Bracing for the headwinds of global innovation

Guest Contributor
September 13, 2023

Does Canada have a future? The answer, is almost certainly “yes”. But the real question is, what kind of future? This is the question raised by Peter Nicholson, founding president of the Council of Canadian Academies, in a new paper published by the University of Saskatchewan’s Johnson-Shoyama School of Public Policy. In it, Nicholson argues that Canada has been an innovation under-performer for many years because business did not need to innovate that much. For many years we could thrive comfortably without fearing intense competition, a key driver of innovation. But those days are over.

Canada was able to thrive by extracting and exporting raw materials and standard manufactured goods produced by foreign-owned branch plants. But this gave the country a distorted economy that could prosper without being strongly innovative.

“It is not too much an oversimplification to say that Canada produces resource commodities and a range of fairly standard goods and services in exchange for ‘innovation’ in the form of advanced capital goods, technology-intensive manufactured products, sophisticated services and the technology and know-how that come bundled with branch plants,” Nicholson contends.

But now we face four headwinds for which we are ill-prepared: fragmentation of the global economy; far-reaching technological change; environmental sustainability and climate change; and population aging. All of these threaten the comfort zone that delivered economic growth in the past, though in recent years that growth has been sustained by higher levels of immigration while on a per capita basis, growth has been declining.

As the world moves to net zero emissions, for example, with a sharp fall in the demand for fossil fuels, what will Canada do to replace the growth and jobs that come from oil and gas exports?
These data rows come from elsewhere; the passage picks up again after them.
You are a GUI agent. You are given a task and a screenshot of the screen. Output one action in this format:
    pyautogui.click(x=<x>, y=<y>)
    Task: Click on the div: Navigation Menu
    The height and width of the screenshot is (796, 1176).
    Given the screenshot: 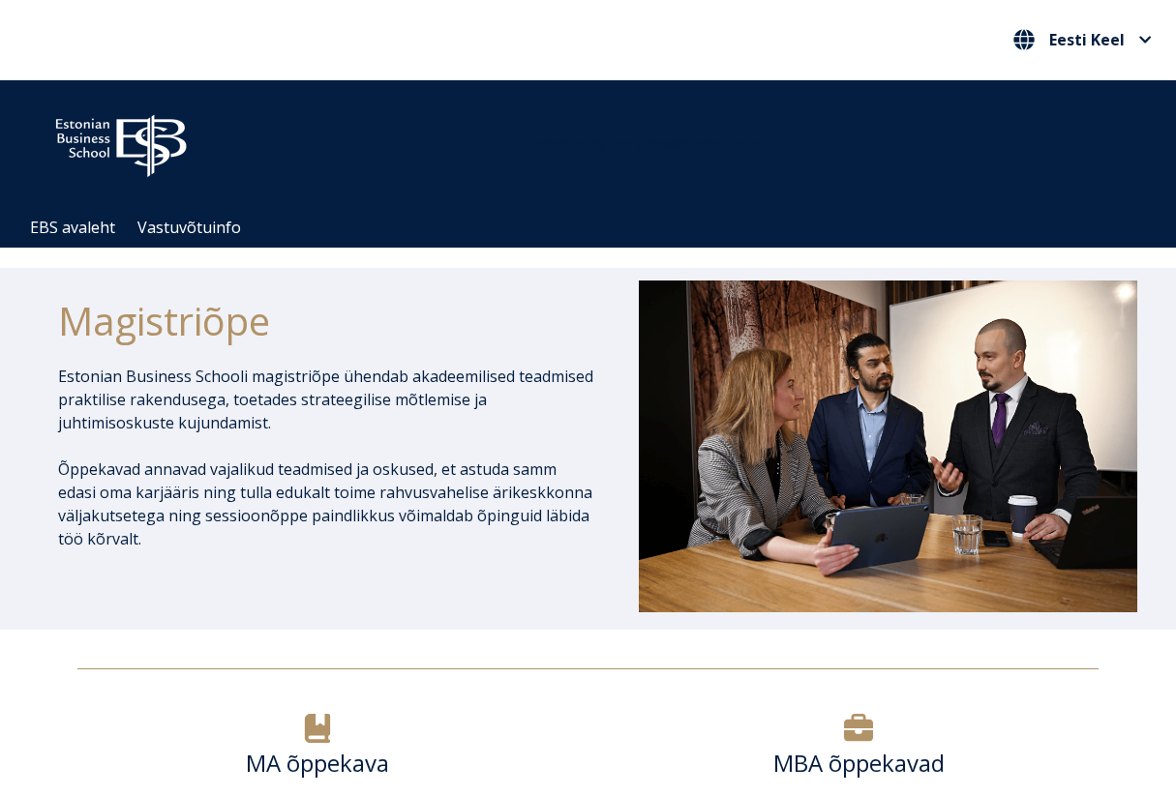 What is the action you would take?
    pyautogui.click(x=597, y=227)
    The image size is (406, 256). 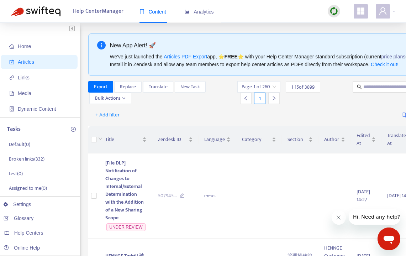 What do you see at coordinates (185, 57) in the screenshot?
I see `a: Articles PDF Export` at bounding box center [185, 57].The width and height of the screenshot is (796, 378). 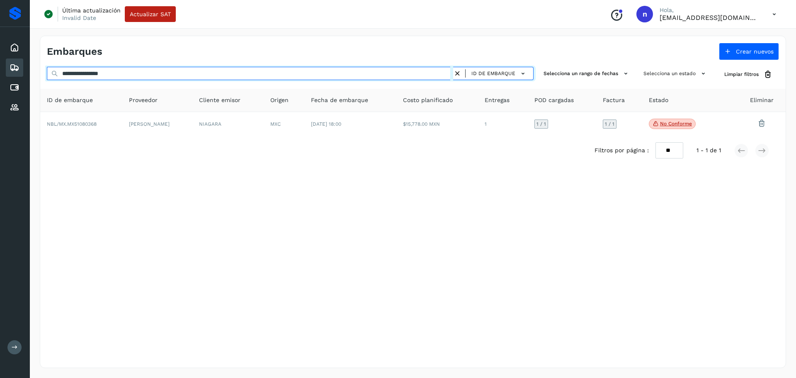 What do you see at coordinates (554, 100) in the screenshot?
I see `span: POD cargadas` at bounding box center [554, 100].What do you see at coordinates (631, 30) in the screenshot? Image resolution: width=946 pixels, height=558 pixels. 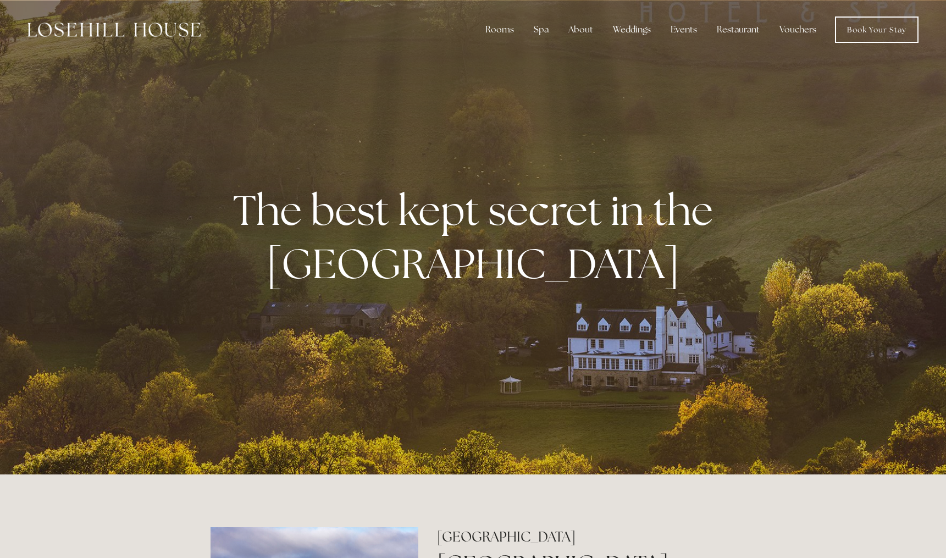 I see `div: Weddings` at bounding box center [631, 30].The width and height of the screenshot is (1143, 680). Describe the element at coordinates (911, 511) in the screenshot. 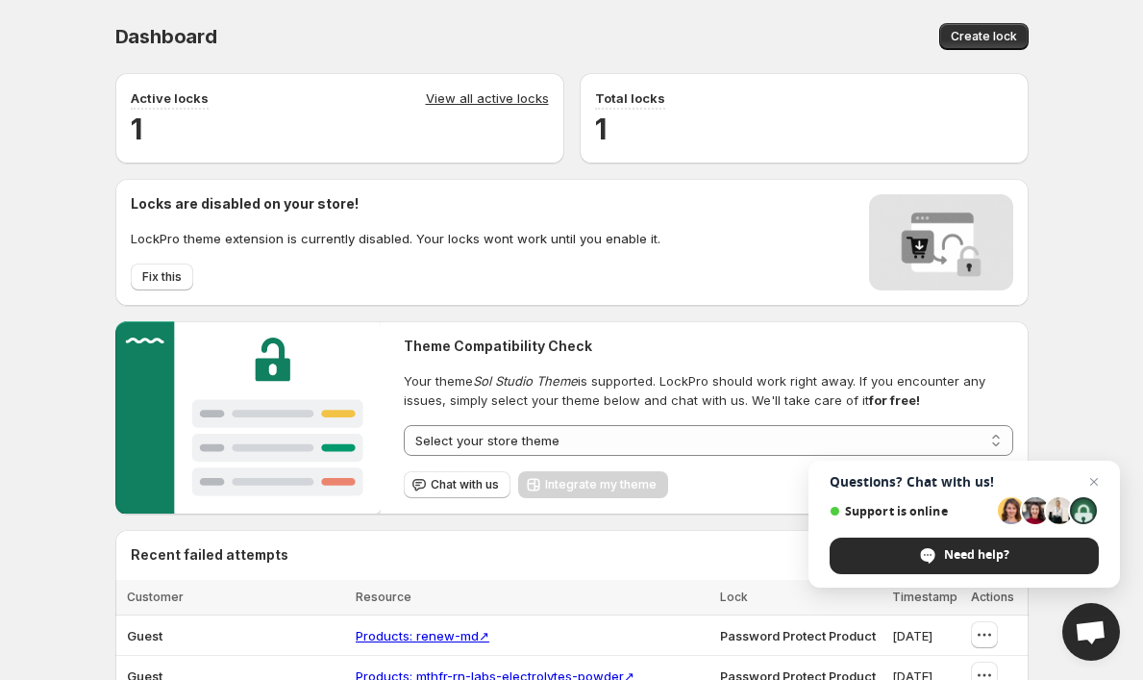

I see `span: Support is online` at that location.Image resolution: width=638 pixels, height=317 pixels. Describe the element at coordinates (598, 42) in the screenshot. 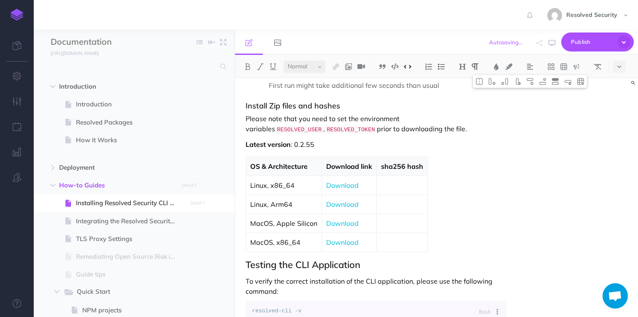

I see `button: Publish` at that location.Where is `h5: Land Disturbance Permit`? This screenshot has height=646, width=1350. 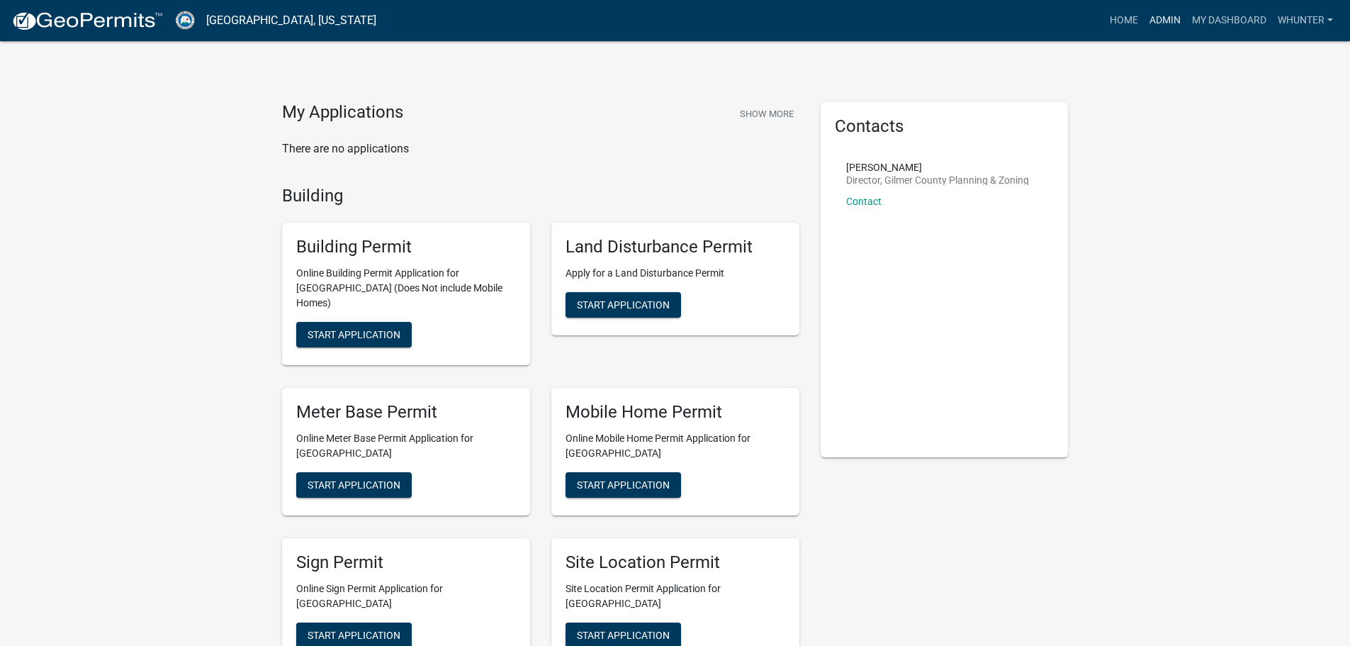 h5: Land Disturbance Permit is located at coordinates (675, 247).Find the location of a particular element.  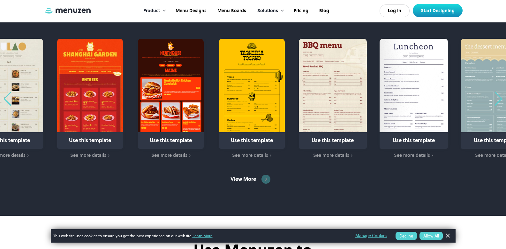

a: Start Designing is located at coordinates (438, 11).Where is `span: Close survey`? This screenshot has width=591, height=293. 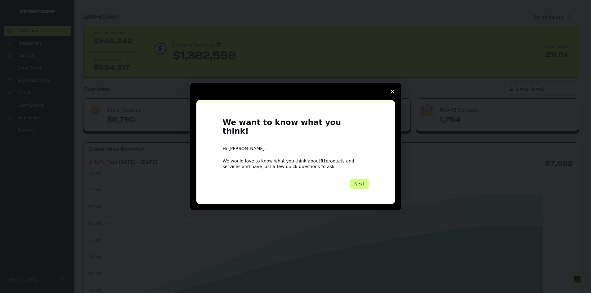 span: Close survey is located at coordinates (392, 91).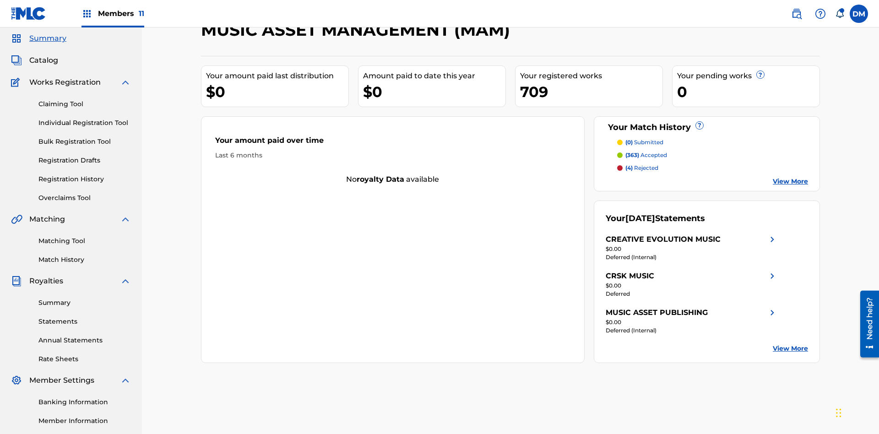 This screenshot has width=879, height=434. Describe the element at coordinates (393, 179) in the screenshot. I see `div: No available` at that location.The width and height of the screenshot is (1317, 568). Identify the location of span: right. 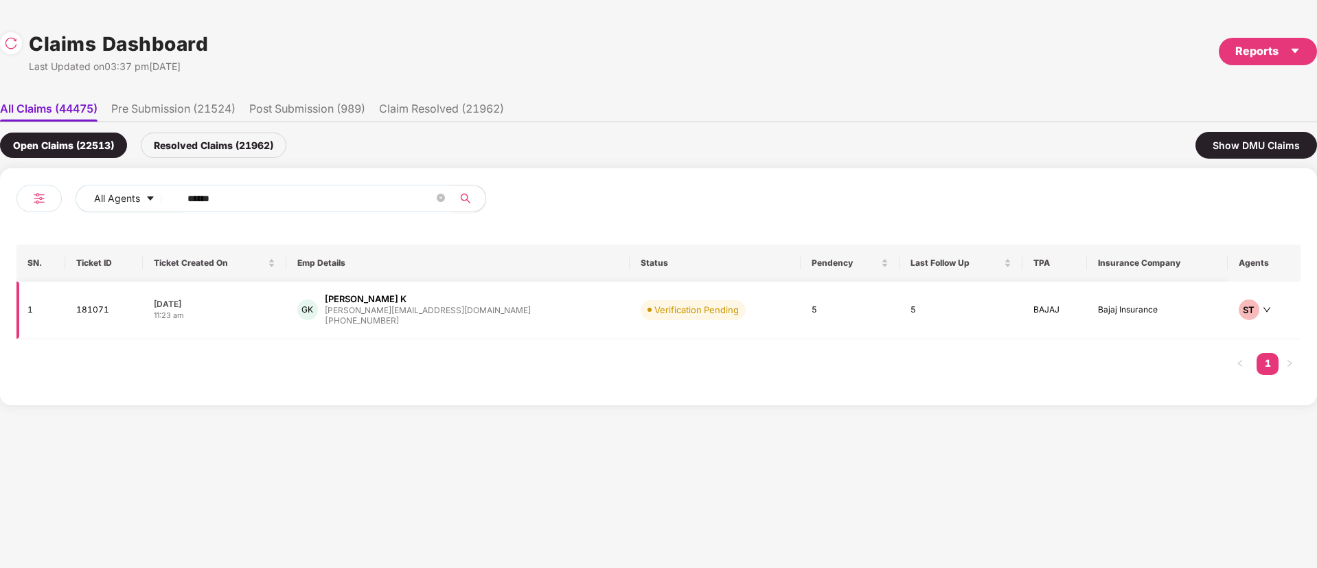
(1289, 363).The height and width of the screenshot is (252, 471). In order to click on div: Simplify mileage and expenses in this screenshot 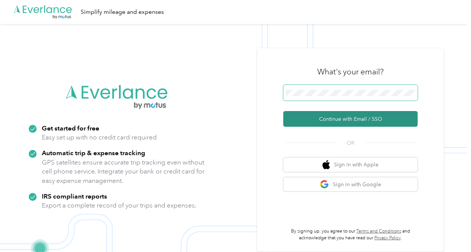, I will do `click(122, 12)`.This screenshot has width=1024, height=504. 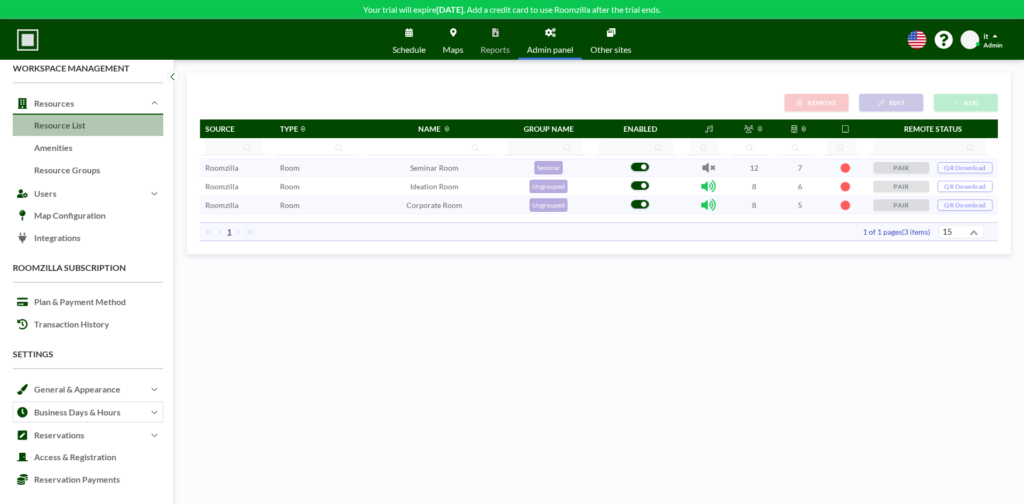 What do you see at coordinates (754, 168) in the screenshot?
I see `span: 12` at bounding box center [754, 168].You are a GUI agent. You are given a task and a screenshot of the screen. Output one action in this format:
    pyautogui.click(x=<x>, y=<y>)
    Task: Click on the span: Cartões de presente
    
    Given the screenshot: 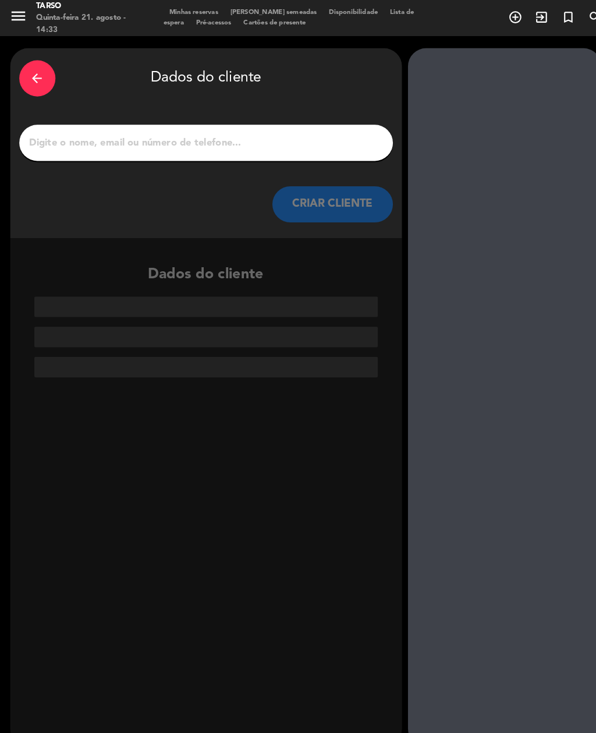 What is the action you would take?
    pyautogui.click(x=265, y=22)
    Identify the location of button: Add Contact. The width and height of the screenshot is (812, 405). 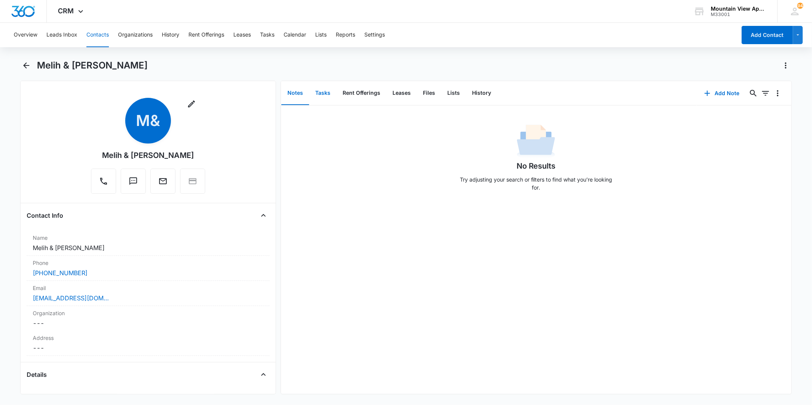
(767, 35). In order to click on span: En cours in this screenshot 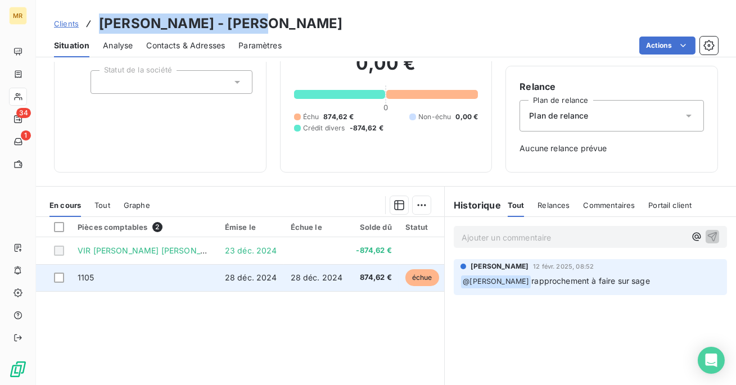, I will do `click(65, 205)`.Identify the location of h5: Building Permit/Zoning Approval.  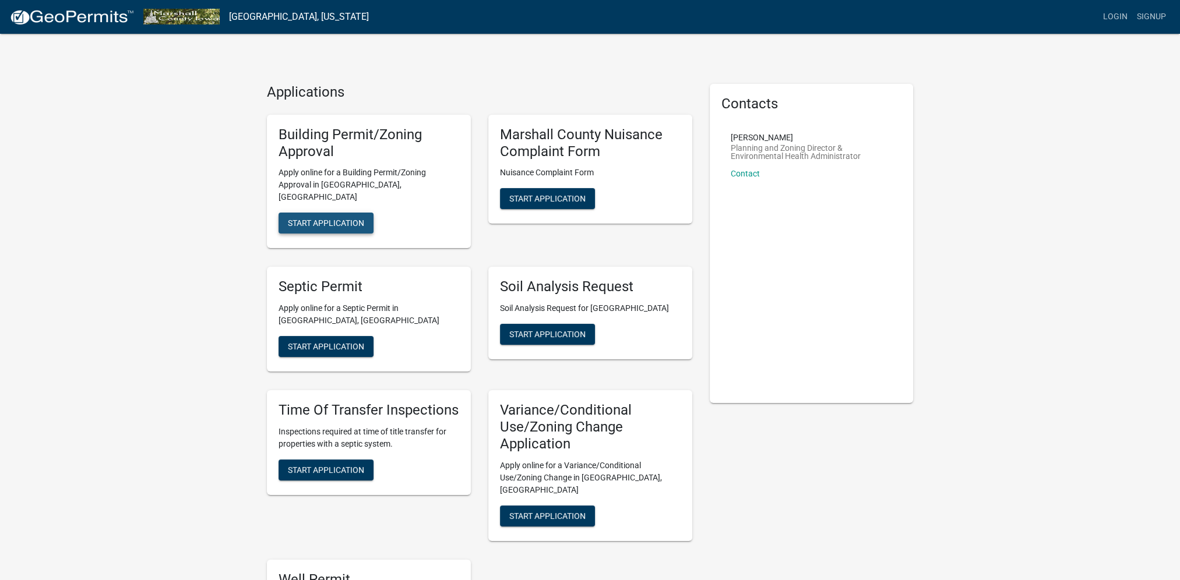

In 2022 oil and gas accounted for 26 percent of merchandise exports. “Together, these four trends appear destined to profoundly disrupt Canada’s low-innovation equilibrium,” Nicholson warns.

So how do we shift to an innovation mindset? Fear will play a role — businesses will have little choice but to become more innovative, if they are to survive. But public policy is critical as well — carbon pricing can create a powerful incentive for innovation; but will we develop the necessary innovations, or just import them?

Even more important, we need a new framework of understanding on innovation. In Canada, this challenge is being addressed to a large degree by the Council of Canadian Innovators, chaired by Jim Balsillie. It argues for a new nation-building strategy, where public and private partners combine to do big things, as we did in the past.

This also means dealing with a new economy where, the Council says, “wealth and power are derived from control of data and ownership of valuable intellectual property. IP and data are now the world’s most valuable business and national security assets.” The US effort to undermine China’s advance in technology, for example, derives in large part from its control of valuable IP which it can withhold from China.

This means that Canada must make ownership and control of IP and ownership and control of data much more important if we are to build new industries. This is central to the intangibles economy, based on strengths in research and development, ownership of IP, business organization, talent development, and branding and marketing. Countries, and businesses, that are rich in intangibles are also more likely to be at the frontier of investments in tangible assets, with industries producing new or improved products.

This also means that more must be done to scale up Canadian-owned and controlled businesses with their own IP and other intangible strengths. Yet we see a steady succession of Canadian-owned tech companies being acquired by foreign multinationals, instead of growing to world scale. The most recent example is the takeover of ClearPath Robotics in Waterloo by US-based Rockwell. We are creating seed corn to strengthen foreign multinationals, rather than building our own world-scale tech businesses. Likewise, much of our talent and university-based research is being poached by foreign corporations, operating R&D branch plants here to produce IP for the parent enterprises.

This means that when we want to embark on next-generation technologies, there are few Canadian companies with the scale to provide leadership. Industry Minister Francois-Philippe Champagne has announced plans for a $150 million Semiconductor Challenge Callout, designed, he says, to make Canada “a strategic global leader in the semiconductor industry.” But what will be the role for Canadian companies, since they are small? Will this be led by AMD and IBM? Will it be Canadian or branch plant?

This is a critical time for Canada. Nicholson and Balsillie, in different ways, have highlighted the threats and the opportunities? But is Ottawa listening?